Twilio
Twilio fills out EU data residency, RBAC, and unified messaging APIs
A side-by-side editorial comparison of Bird and Plain — release velocity, themes, recent moves, and the top alternatives to consider.
Bird is shipping AI agents far outside its CX/messaging roots — Travel Explorer and an autonomous code pipeline.
Bird's last three monthly notes describe a CX latency win (60% chat response-time cut via router bypass and greeting fast path), a consumer AI travel agent (Travel Explorer with destination research, hotel recs, itinerary building), and an autonomous code-delivery pipeline (Forge: AI review, tiered testing, zero-touch deploys with rollback). The remaining tracked entries are duplicate aggregator views of the same three releases.
Support platform betting hard on an agentic AI responder as the default first touch
Plain is a customer-support tool whose recent work is dominated by two AI agents: Ari (autonomous responder) and Sidekick (assistant). In this window Ari was rebuilt from a classify-and-handoff workflow into an agentic, search-first default first responder, suggested replies were moved onto the same engine, and Sidekick gained tool integrations and a Slack presence. Platform plumbing (Attio, Linear, workflows) continues alongside.
Bird's last three monthly notes describe a CX latency win (60% chat response-time cut via router bypass and greeting fast path), a consumer AI travel agent (Travel Explorer with destination research, hotel recs, itinerary building), and an autonomous code-delivery pipeline (Forge: AI review, tiered testing, zero-touch deploys with rollback). The remaining tracked entries are duplicate aggregator views of the same three releases.
Despite being categorized as customer support and messaging, Bird's actual shipping pattern reads like a generic AI-agent platform: a messaging speedup that benefits the legacy product, plus two agent-shaped surfaces (consumer travel, autonomous DevOps) that have nothing to do with CX. The company is using its CRM/messaging customer base as a distribution channel for adjacent AI-agent products rather than deepening the support tooling itself.
Expect more vertical AI-agent surfaces wrapped under the Bird brand — likely commerce, scheduling, or recruiting agents — alongside continued latency and routing improvements to the chat core. The next pricing question is whether these agents bundle into the existing CX seat or detach into separate metered SKUs.
Plain is a customer-support tool whose recent work is dominated by two AI agents: Ari (autonomous responder) and Sidekick (assistant). In this window Ari was rebuilt from a classify-and-handoff workflow into an agentic, search-first default first responder, suggested replies were moved onto the same engine, and Sidekick gained tool integrations and a Slack presence. Platform plumbing (Attio, Linear, workflows) continues alongside.
The direction is unmistakably AI-native support: make the agent the default first responder, give it agentic search and tool access, and meet users where they work (Slack, the composer, workflows). The non-AI releases — CRM connectors, workflow actions, API additions — increasingly exist to feed context to that agent.
Expect Ari and Sidekick to keep absorbing the support workflow — more tool integrations, deeper autonomy, and tighter loops between suggested replies and autonomous sends — with platform/API work continuing to supply the context they rely on.
Other Support products tracked by Sparkpulse, ranked by recent ship velocity. Each card links to a full editorial trajectory and lets you pivot into a head-to-head comparison with either Bird or Plain.
Twilio fills out EU data residency, RBAC, and unified messaging APIs
Spiceworks remains an IT-news desk, not a product — its feed is editorial
Supportbench's feed is a daily helpdesk-migration blog, not a changelog
Front is rebuilding the shared inbox around AI agents and omnichannel reach.
Service Fusion's feed is field-service marketing and partner content, not release notes.
Respond.io is pushing AI agents deeper into every stage of the customer conversation.
Latest ship moves from both products, interleaved chronologically. ⚡ = editorial spark.
They serve adjacent needs but don't currently overlap on shipped themes. Plain is currently shipping more aggressively (velocity 5.0 vs 1.3), with 0 editorial sparks in the last 30 days against 0. See the at-a-glance table above for a side-by-side breakdown of velocity, recent sparks, and editorial themes.
Sparkpulse doesn't pick a winner — we score release velocity, not feature parity. Plain is currently shipping more aggressively (velocity 5.0 vs 1.3), with 0 editorial sparks in the last 30 days against 0. For your specific use case, the alternatives sections above list other Support products to evaluate alongside.
Top Bird alternatives in Support are ranked by recent ship velocity. Browse the "Bird alternatives" section above for the current picks, or visit /alternatives/bird for the full list with editorial commentary on each.
Top Plain alternatives in Support are ranked by recent ship velocity. Browse the "Plain alternatives" section above for the current picks, or visit /alternatives/plain for the full list with editorial commentary on each.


### Problem to solve:
The line containing "Given a 1024" marks where to begin; quote it and every line after it through the end of the data, exactly as written.
(Dataset excerpts)
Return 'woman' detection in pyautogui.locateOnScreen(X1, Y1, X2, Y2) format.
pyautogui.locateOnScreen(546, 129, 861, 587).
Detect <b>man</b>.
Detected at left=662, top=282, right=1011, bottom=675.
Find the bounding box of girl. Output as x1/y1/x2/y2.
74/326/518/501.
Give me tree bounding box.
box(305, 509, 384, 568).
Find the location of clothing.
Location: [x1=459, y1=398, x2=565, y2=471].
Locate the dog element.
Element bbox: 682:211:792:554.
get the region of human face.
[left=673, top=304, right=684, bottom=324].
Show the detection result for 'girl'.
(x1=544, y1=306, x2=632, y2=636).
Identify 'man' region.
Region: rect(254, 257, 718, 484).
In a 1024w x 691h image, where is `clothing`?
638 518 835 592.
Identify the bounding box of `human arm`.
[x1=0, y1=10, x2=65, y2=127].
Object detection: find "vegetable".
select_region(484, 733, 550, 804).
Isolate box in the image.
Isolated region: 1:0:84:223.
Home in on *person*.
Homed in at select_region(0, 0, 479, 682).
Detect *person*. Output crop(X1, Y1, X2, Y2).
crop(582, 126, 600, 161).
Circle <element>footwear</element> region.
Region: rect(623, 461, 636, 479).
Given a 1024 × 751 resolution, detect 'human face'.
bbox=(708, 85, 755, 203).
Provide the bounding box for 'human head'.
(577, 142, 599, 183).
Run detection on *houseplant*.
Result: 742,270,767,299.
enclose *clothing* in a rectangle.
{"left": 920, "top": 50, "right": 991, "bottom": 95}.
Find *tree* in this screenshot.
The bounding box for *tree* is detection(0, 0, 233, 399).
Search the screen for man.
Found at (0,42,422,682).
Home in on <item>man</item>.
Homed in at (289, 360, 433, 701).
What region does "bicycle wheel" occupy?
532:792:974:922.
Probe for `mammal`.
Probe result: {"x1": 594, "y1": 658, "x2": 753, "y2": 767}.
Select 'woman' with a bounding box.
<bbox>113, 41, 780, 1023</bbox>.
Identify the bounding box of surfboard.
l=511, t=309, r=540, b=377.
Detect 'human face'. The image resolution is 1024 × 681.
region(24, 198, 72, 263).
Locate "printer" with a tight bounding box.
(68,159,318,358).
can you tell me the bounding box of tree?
(End Dataset excerpts)
### Worked solution:
Given a 1024 × 751 resolution, detect 'human face'.
bbox=(708, 85, 755, 203).
Provide the bounding box for 'human head'.
(577, 142, 599, 183).
Run detection on *houseplant*.
Result: 742,270,767,299.
enclose *clothing* in a rectangle.
{"left": 920, "top": 50, "right": 991, "bottom": 95}.
Find *tree* in this screenshot.
The bounding box for *tree* is detection(0, 0, 233, 399).
Search the screen for man.
Found at (0,42,422,682).
Home in on <item>man</item>.
Homed in at (289, 360, 433, 701).
What region does "bicycle wheel" occupy?
532:792:974:922.
Probe for `mammal`.
Probe result: {"x1": 594, "y1": 658, "x2": 753, "y2": 767}.
Select 'woman' with a bounding box.
<bbox>113, 41, 780, 1023</bbox>.
Identify the bounding box of surfboard.
l=511, t=309, r=540, b=377.
Detect 'human face'. The image resolution is 1024 × 681.
region(24, 198, 72, 263).
Locate "printer" with a tight bounding box.
(68,159,318,358).
can you tell me the bounding box of tree?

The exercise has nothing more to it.